RGR strangle payoff curve

Modeled P&L at expiration across a range of underlying prices for the strangle on RGR. Each row is one sampled price point from the computed payoff curve; the full curve uses 200 price points internally before being summarized into 10 rows here.

When traders use strangle on RGR

Strangles on RGR are the cheaper cousin of the straddle - traders use them when they want a large directional move but are willing to give up the inner-strike sensitivity in exchange for a lower up-front debit on the RGR chain.

RGR thesis for this strangle

The market-implied 1-standard-deviation range for RGR extends from approximately $35.87 on the downside to $43.57 on the upside. A RGR long strangle is the OTM cousin of the straddle: lower up-front cost but the underlying has to travel further past either OTM strike before the position turns profitable at expiration. Current RGR IV rank near 37.29% is mid-range against its 1-year distribution, so the IV signal is neutral; the strangle thesis on RGR should anchor more to the directional view and the expected-move geometry. As a Industrials name, RGR options can move on sector-level news flow (peer earnings, regulatory updates, industry-specific macro data) in addition to RGR-specific events.

RGR strangle positions are structurally neutral / high-volatility (long premium, OTM); the modeled P&L assumes European-style exercise at expiration and ignores early assignment, transaction costs, dividends paid before expiry on the stock leg (when present), and the bid-ask spread on the listed chain. RGR positions also carry Industrials sector concentration risk; news flow inside the sector (peer earnings, regulatory shifts, supply-chain headlines) can move RGR alongside the broader basket even when RGR-specific fundamentals are unchanged. Always rebuild the position from current RGR chain quotes before placing a trade.

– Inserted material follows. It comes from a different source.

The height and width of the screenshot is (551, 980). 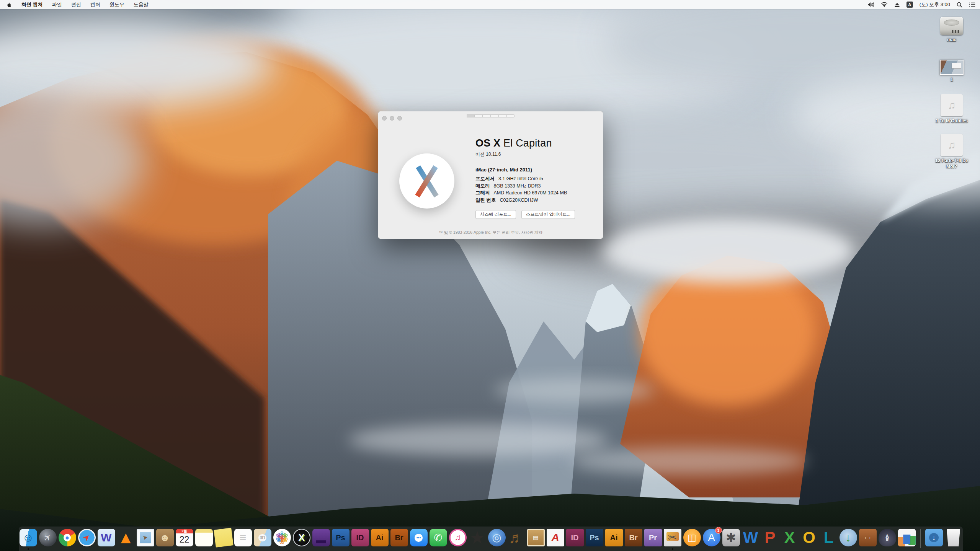 What do you see at coordinates (224, 537) in the screenshot?
I see `stickies-icon` at bounding box center [224, 537].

Frequently asked questions

What is a strangle on RGR?
A strangle on RGR is the strangle strategy applied to RGR (stock). The strategy is structurally neutral / high-volatility (long premium, OTM): A long strangle buys an OTM call and an OTM put at offset strikes, cheaper than a straddle but requiring a larger underlying move to profit since both wings start out-of-the-money. With RGR stock trading near $39.72, the strikes shown on this page are snapped to the nearest listed RGR chain strike and the premiums come straight from the end-of-day bid/ask midpoint.
How are RGR strangle max profit and max loss calculated?
Upside max profit is unbounded; downside max profit is bounded at the put strike minus the combined debit (reached at zero). Max loss equals the combined debit times 100 (reached anywhere between the two OTM strikes). Two breakevens at call-strike plus debit and put-strike minus debit. For the RGR strangle priced from the end-of-day chain at a 30-day expiry (ATM IV 33.80%), the computed maximum profit is unbounded per contract and the computed maximum loss is unbounded per contract. Live intraday quotes will differ as the chain moves through the trading session.
What is the breakeven for a RGR strangle?
The breakeven for the RGR strangle priced on this page is no defined breakeven on the modeled curve at expiration, derived from end-of-day chain premiums. Breakeven is the underlying price at which the strategy's P&L crosses zero ignoring transaction costs and assignment risk. The current RGR market-implied 1-standard-deviation expected move is approximately 9.69%; if the move sits well outside the breakeven distance, the structure's risk-reward becomes correspondingly tighter.
When should you consider a strangle on RGR?
Strangles on RGR are the cheaper cousin of the straddle - traders use them when they want a large directional move but are willing to give up the inner-strike sensitivity in exchange for a lower up-front debit on the RGR chain.
How does current RGR implied volatility affect this strangle?
RGR ATM IV is at 33.80% with IV rank near 37.29%, which is mid-range against its 1-year history. Strategy selection depends more on directional thesis and expected move than on a strong IV signal.